Bien sûr.
Monday, June 22nd, 2020
Well, hey, okay, to follow up on what I wrote yesterday, yes, Apple did indeed announce a transition away from Intel chips to Apple’s own design of chips that use that 64 bit ARM architecture I went on about yesterday.
They announced all this in a slickly-produced video set in and around Apple’s pretty empty at the moment spaceship campus, Apple Park. At the end of the presentation was a long list of “Health & Safety” credits, the new “no animals were harmed in the filming of this episode.”
But hey, new architecture! Big transition!
Are there new machines we can buy today? Um, no, check back toward the end of the year. Will the transition be easy for developers and for the most part invisible to consumers? Apple says indeed. How long will it take until they no longer sell any Intel chip machines? About two years. Right now if you’re a for-real developer you can apply to pay $500 to get what looks like a rental Mac Mini with the same system on a chip that powers the current iPad Pro inside, so you experience the new system and write your code and debug it appropriately. This is similar to the developers’ program they had when they went from PowerPC to Intel.
There will be a new version of MacOS this year, just like last year’s release of the (somewhat derided and problematical) MacOS Catalina.
This one will be called MacOS Big Sur. Big Sur! Also it’s MacOS 11.0 after a seemingly endless stream of Mac OS 10.something releases.
Thanks Apple, for a distraction from the troubling world around us. Good luck with those new SoCs.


• Required action
Reproduce every entry below precisely; do not include the pictures.

[Excerpts from a figure dataset]
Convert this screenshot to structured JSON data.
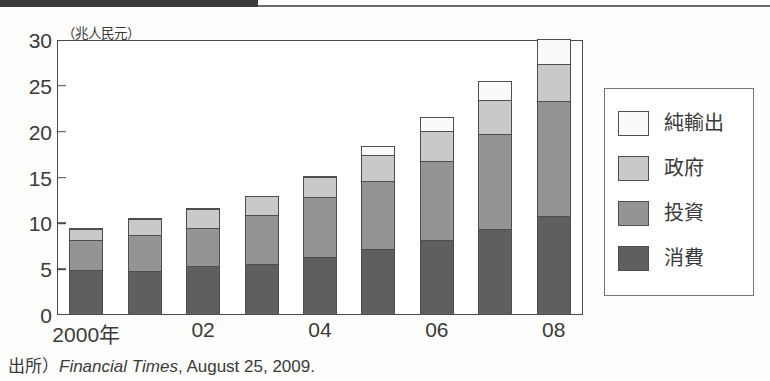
{
  "figure": {
    "y_axis_unit": "（兆人民元）",
    "source_prefix": "出所）",
    "source_italic": "Financial Times",
    "source_rest": ", August 25, 2009."
  },
  "legend": {
    "items": [
      {
        "label": "純輸出",
        "color": "#fafafa",
        "key": "net-exports"
      },
      {
        "label": "政府",
        "color": "#c9c9c9",
        "key": "government"
      },
      {
        "label": "投資",
        "color": "#949494",
        "key": "investment"
      },
      {
        "label": "消費",
        "color": "#5f5f5f",
        "key": "consumption"
      }
    ]
  },
  "chart_data": {
    "type": "bar",
    "stacked": true,
    "title": "",
    "subtitle": "",
    "xlabel": "",
    "ylabel": "（兆人民元）",
    "ylim": [
      0,
      30
    ],
    "yticks": [
      0,
      5,
      10,
      15,
      20,
      25,
      30
    ],
    "ytick_labels": [
      "0",
      "5",
      "10",
      "15",
      "20",
      "25",
      "30"
    ],
    "grid": false,
    "legend_position": "right",
    "categories": [
      "2000",
      "2001",
      "2002",
      "2003",
      "2004",
      "2005",
      "2006",
      "2007",
      "2008"
    ],
    "xtick_labels": [
      "2000年",
      "",
      "02",
      "",
      "04",
      "",
      "06",
      "",
      "08"
    ],
    "series": [
      {
        "name": "消費",
        "key": "consumption",
        "color": "#5f5f5f",
        "values": [
          4.9,
          4.8,
          5.4,
          5.6,
          6.3,
          7.2,
          8.2,
          9.4,
          10.8
        ]
      },
      {
        "name": "投資",
        "key": "investment",
        "color": "#949494",
        "values": [
          3.3,
          3.9,
          4.1,
          5.3,
          6.6,
          7.4,
          8.6,
          10.3,
          12.6
        ]
      },
      {
        "name": "政府",
        "key": "government",
        "color": "#c9c9c9",
        "values": [
          1.2,
          1.8,
          2.1,
          2.1,
          2.2,
          2.9,
          3.3,
          3.8,
          4.0
        ]
      },
      {
        "name": "純輸出",
        "key": "net-exports",
        "color": "#fafafa",
        "values": [
          0.1,
          0.1,
          0.1,
          0.0,
          0.1,
          0.9,
          1.5,
          2.0,
          2.7
        ]
      }
    ],
    "totals": [
      9.5,
      10.6,
      11.7,
      13.0,
      15.2,
      18.4,
      21.6,
      25.5,
      30.1
    ]
  }
}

• Response area
Convert this screenshot to structured JSON data.
{
  "figure": {
    "y_axis_unit": "（兆人民元）",
    "source_prefix": "出所）",
    "source_italic": "Financial Times",
    "source_rest": ", August 25, 2009."
  },
  "legend": {
    "items": [
      {
        "label": "純輸出",
        "color": "#fafafa",
        "key": "net-exports"
      },
      {
        "label": "政府",
        "color": "#c9c9c9",
        "key": "government"
      },
      {
        "label": "投資",
        "color": "#949494",
        "key": "investment"
      },
      {
        "label": "消費",
        "color": "#5f5f5f",
        "key": "consumption"
      }
    ]
  },
  "chart_data": {
    "type": "bar",
    "stacked": true,
    "title": "",
    "subtitle": "",
    "xlabel": "",
    "ylabel": "（兆人民元）",
    "ylim": [
      0,
      30
    ],
    "yticks": [
      0,
      5,
      10,
      15,
      20,
      25,
      30
    ],
    "ytick_labels": [
      "0",
      "5",
      "10",
      "15",
      "20",
      "25",
      "30"
    ],
    "grid": false,
    "legend_position": "right",
    "categories": [
      "2000",
      "2001",
      "2002",
      "2003",
      "2004",
      "2005",
      "2006",
      "2007",
      "2008"
    ],
    "xtick_labels": [
      "2000年",
      "",
      "02",
      "",
      "04",
      "",
      "06",
      "",
      "08"
    ],
    "series": [
      {
        "name": "消費",
        "key": "consumption",
        "color": "#5f5f5f",
        "values": [
          4.9,
          4.8,
          5.4,
          5.6,
          6.3,
          7.2,
          8.2,
          9.4,
          10.8
        ]
      },
      {
        "name": "投資",
        "key": "investment",
        "color": "#949494",
        "values": [
          3.3,
          3.9,
          4.1,
          5.3,
          6.6,
          7.4,
          8.6,
          10.3,
          12.6
        ]
      },
      {
        "name": "政府",
        "key": "government",
        "color": "#c9c9c9",
        "values": [
          1.2,
          1.8,
          2.1,
          2.1,
          2.2,
          2.9,
          3.3,
          3.8,
          4.0
        ]
      },
      {
        "name": "純輸出",
        "key": "net-exports",
        "color": "#fafafa",
        "values": [
          0.1,
          0.1,
          0.1,
          0.0,
          0.1,
          0.9,
          1.5,
          2.0,
          2.7
        ]
      }
    ],
    "totals": [
      9.5,
      10.6,
      11.7,
      13.0,
      15.2,
      18.4,
      21.6,
      25.5,
      30.1
    ]
  }
}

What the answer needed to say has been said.